Henin gets out before wearing out
Posted on Sun, May. 18, 2008
By LINDA ROBERTSON
Justine Henin was once among the most inscrutable athletes in sports. With an aloof half smile, she kept everything under her white cap -- the pain of losing her mother to cancer when she was a 12-year-old, the estrangement from her father and siblings, the relationship with her husband, her struggle with a debilitating virus.
What we got instead was that exquisite backhand, a shot so sweet it left the taste of Belgian chocolate in your mouth.
But in recent years, Henin had opened up. She became introspective and illuminating. Sometimes she even sounded like the Dalai Lama or Kierkegaard offering philosophical bons mots.
``Impossible is nothing, was a Henin comment, which became an adidas ad campaign.
It was assumed she would win another couple Grand Slams this year, as she did last year, and hang on to her No. 1 ranking indefinitely, using her will, her speed and that delicious backhand to defeat her bigger peers. She always looked so vulnerable, at 5-5 ¾ and 125 pounds, but she was deceptively powerful.
So it was a surprise when Henin announced her retirement, effective immediately, at age 25.
She was having a subpar season, but the French Open she has won four times was only two weeks away. Not even a farewell summer at Wimbledon and the U.S. Open. Just a baffling decision to quit in her prime, the first reigning No. 1 player to retire from women's tennis.
Or was it baffling? Leave it to Henin to provide insight as to what happens inside an athlete's mind when desire disappears. Annika Sorenstam, 37, announced she will retire after this season, even though she could keep winning titles for another decade.
FLAME DIED
''This flame I had in me,'' Henin said, died months ago. She tried to get it going again. She was burned out.
She, Sorenstam and Brett Favre, too, were tired of the grind.
Of course, no one feels sympathy for athletes because they have to work so hard and lead such grueling lives. We routinely extol the football player who lifts weights all morning, practices all afternoon and then -- what dedication! -- watches game film into the night.
Come on. Most people in the real world work 10 times harder for a fraction of the money, and don't have masseuses, personal chefs and financial advisors waiting on them.
But professional athletes pay a price for living between the lines. What we do for fun, they do for a job. What we do to relax, they do for a paycheck, under nerve-searing pressure, in front of judgmental fans and unforgiving TV cameras.

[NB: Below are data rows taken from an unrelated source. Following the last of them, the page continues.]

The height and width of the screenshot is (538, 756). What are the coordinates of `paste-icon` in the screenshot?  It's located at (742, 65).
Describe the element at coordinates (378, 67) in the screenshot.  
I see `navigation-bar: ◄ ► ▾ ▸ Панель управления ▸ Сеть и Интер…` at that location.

''I'm going to appreciate going for a run with nothing at stake, just doing it for pleasure,'' Henin said. ``I've never put my feet in skis, and next year I think I'll be doing it the whole winter.

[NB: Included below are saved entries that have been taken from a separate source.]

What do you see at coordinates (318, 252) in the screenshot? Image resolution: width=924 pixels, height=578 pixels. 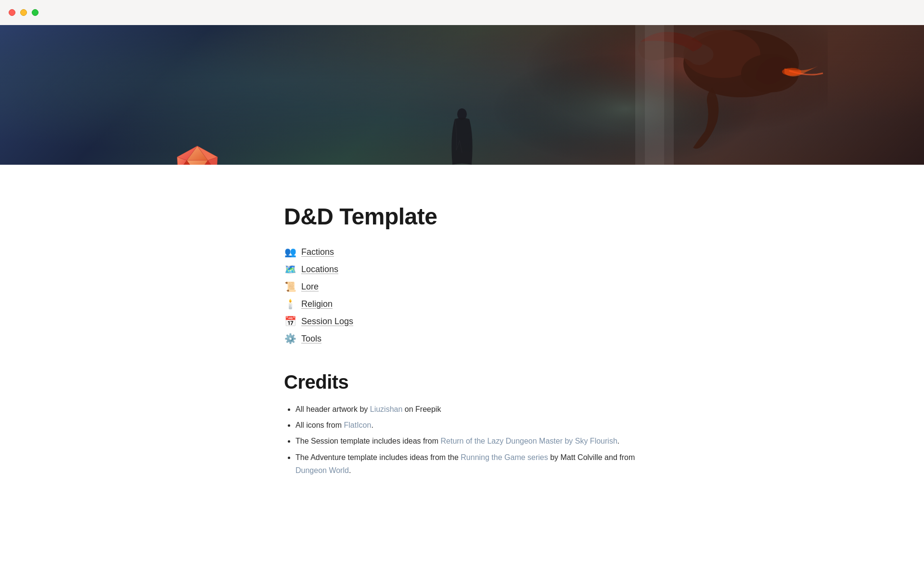 I see `factions-label: Factions` at bounding box center [318, 252].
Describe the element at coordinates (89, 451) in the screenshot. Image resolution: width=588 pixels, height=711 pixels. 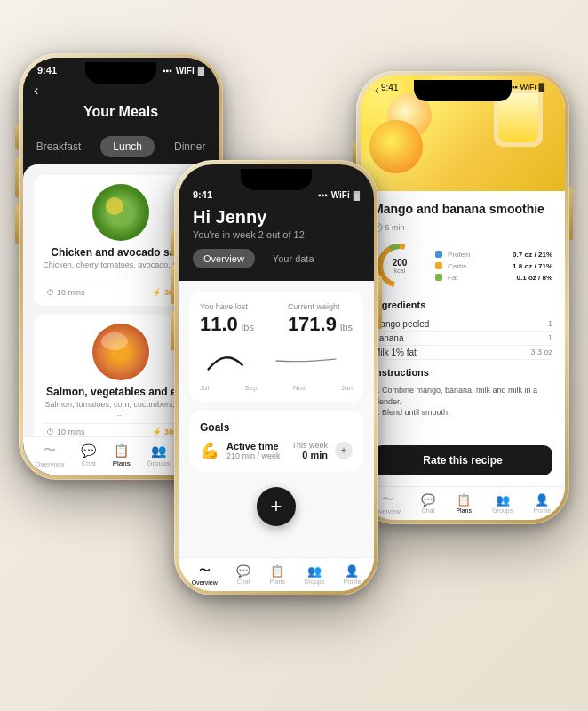
I see `chat-icon: 💬` at that location.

``I want to rediscover the small pleasures, not look at my watch all the time because I have to get to training the next day.''
SINGULAR FOCUS
Pure play, a balm which we take for granted, was removed from Henin's life when she was 6 and began training to be a phenom. From that moment on, her life grew more and more one-dimensional, with a singular focus on winning.
''It is my life as woman that starts now,'' Henin declared, feeling not sadness but relief, she said.

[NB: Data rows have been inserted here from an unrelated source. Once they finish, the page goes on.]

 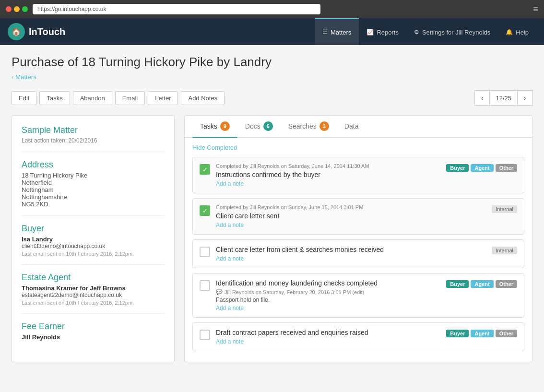 I want to click on task-title-3: Client care letter from client & searche…, so click(x=351, y=249).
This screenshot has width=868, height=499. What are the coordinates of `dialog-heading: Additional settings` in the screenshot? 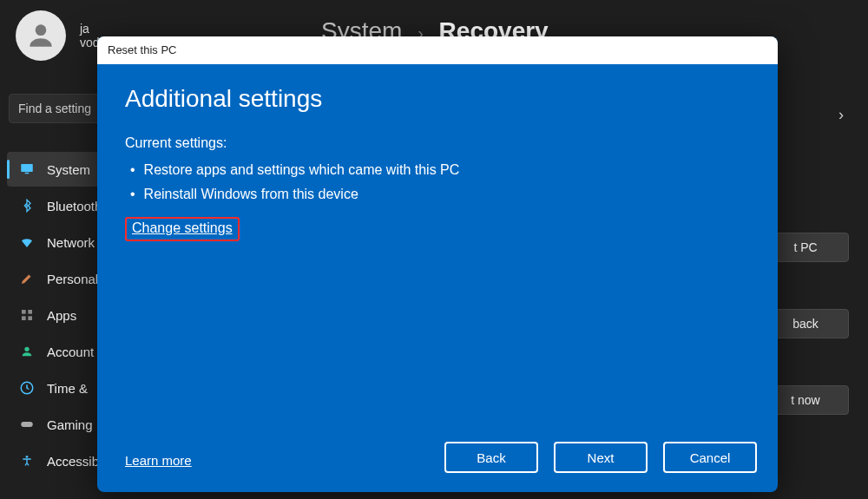 It's located at (437, 99).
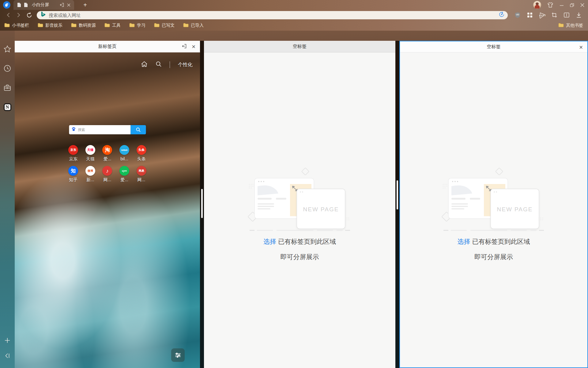 The image size is (588, 368). Describe the element at coordinates (494, 47) in the screenshot. I see `panel-title: 空标签` at that location.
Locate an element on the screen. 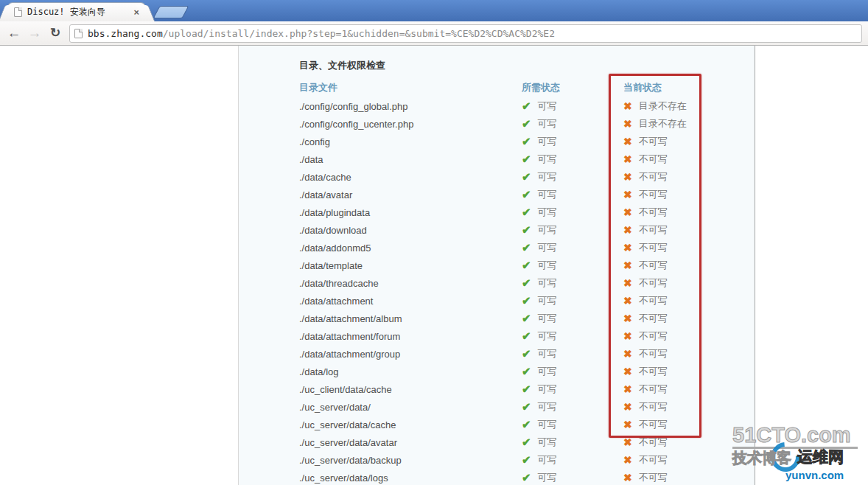 The image size is (868, 485). section-title: 目录、文件权限检查 is located at coordinates (342, 66).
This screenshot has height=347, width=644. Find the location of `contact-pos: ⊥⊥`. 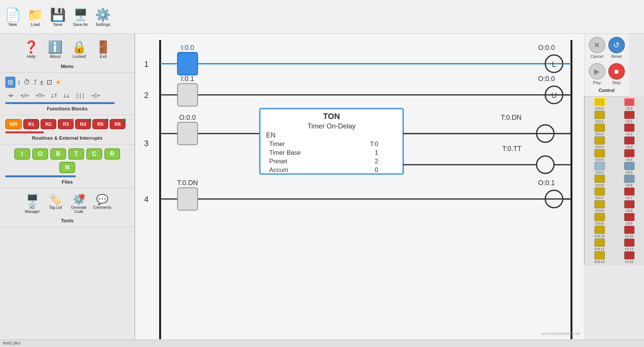

contact-pos: ⊥⊥ is located at coordinates (66, 95).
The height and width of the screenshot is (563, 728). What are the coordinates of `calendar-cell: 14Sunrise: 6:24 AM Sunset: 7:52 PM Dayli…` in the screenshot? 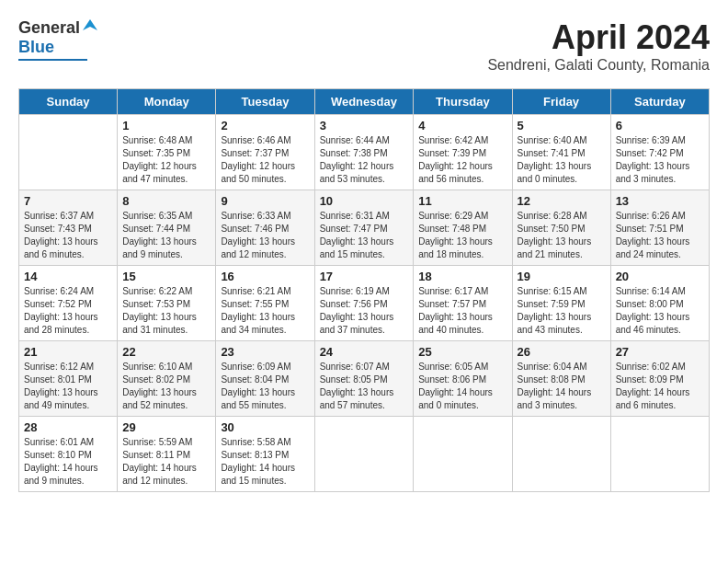 It's located at (68, 304).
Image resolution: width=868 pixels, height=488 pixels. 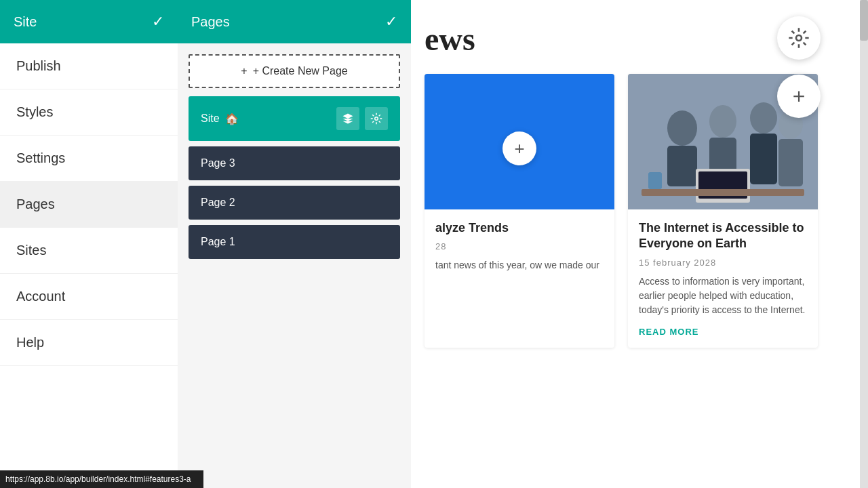 I want to click on sidebar-item-pages: Pages, so click(x=89, y=205).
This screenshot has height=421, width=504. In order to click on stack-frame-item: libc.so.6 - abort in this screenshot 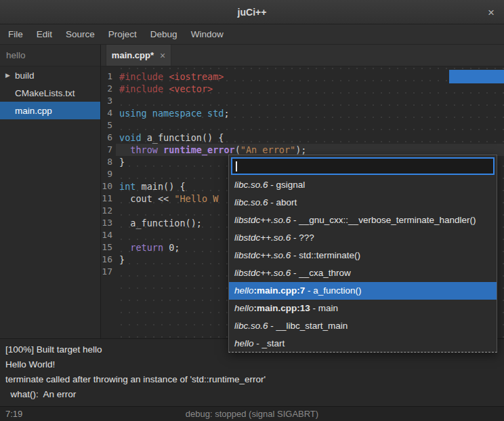, I will do `click(363, 203)`.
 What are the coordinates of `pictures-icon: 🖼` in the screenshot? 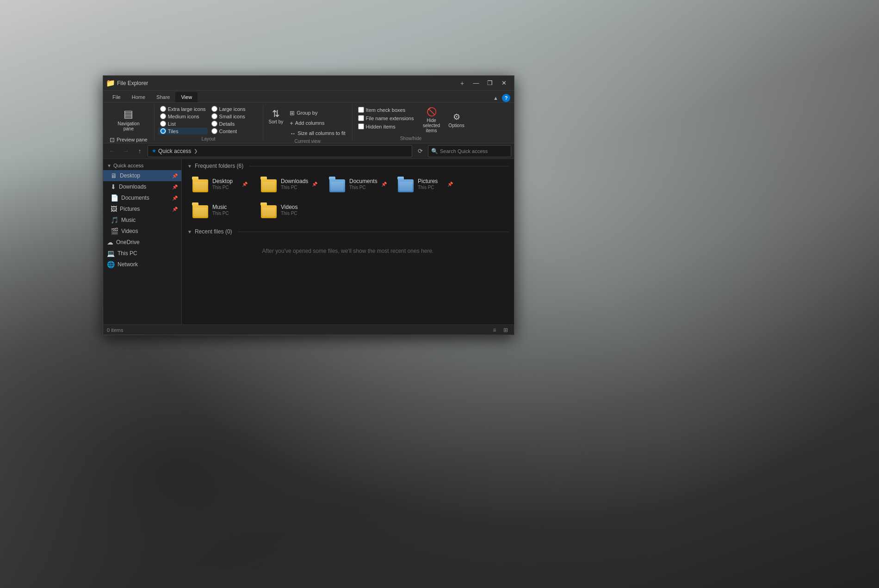 It's located at (114, 209).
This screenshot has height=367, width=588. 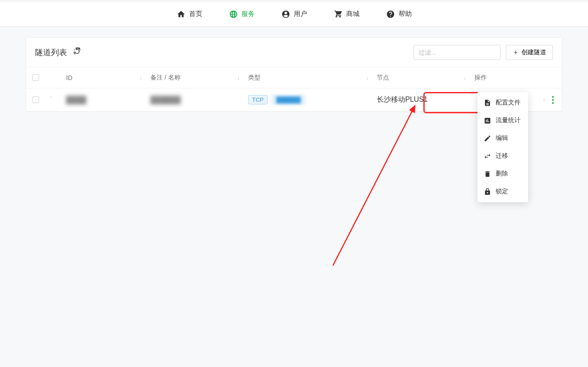 What do you see at coordinates (353, 14) in the screenshot?
I see `nav-shop-label: 商城` at bounding box center [353, 14].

Athletes live as coddled children, as honed physical specimens, celebrities, breadwinners, objects of undeserved awe.
For that, Henin earned nearly $20 million, ''more money than I can use in three lifetimes,'' but gave up freedom and balance -- things like aimlessness on summer vacation or craziness on a college campus.
Like Jim Brown and Steffi Graf, she got out before she wore out.
She's only 25, and countrywoman Kim Clijsters was only 23 when she retired. The loss of drive comes earlier these days for athletes whose odometers started whirring as preteens. Makes you worry about others heavily programmed as kids and facing midlife crises in their mid-20s.
Venus and Serena Williams have been criticized for taking breaks and pursuing outside interests, but perhaps that will enable them to endure longer in a game their father once described as ``hitting a ball back and forth until your eyes bug out.''
NEWFOUND JOY
Henin finally played with noticeable joy in the past year, after divorcing her husband and reconciling with her family following a car accident that injured her brother. At the 2007 French Open, her two brothers and sister attended her matches for the first time in her career.
She can afford to resume her personal life. Tennis will miss her charming game, guts and musings.
''Life can only be understood backwards, but it must be lived forwards,'' Kierkegaard once said.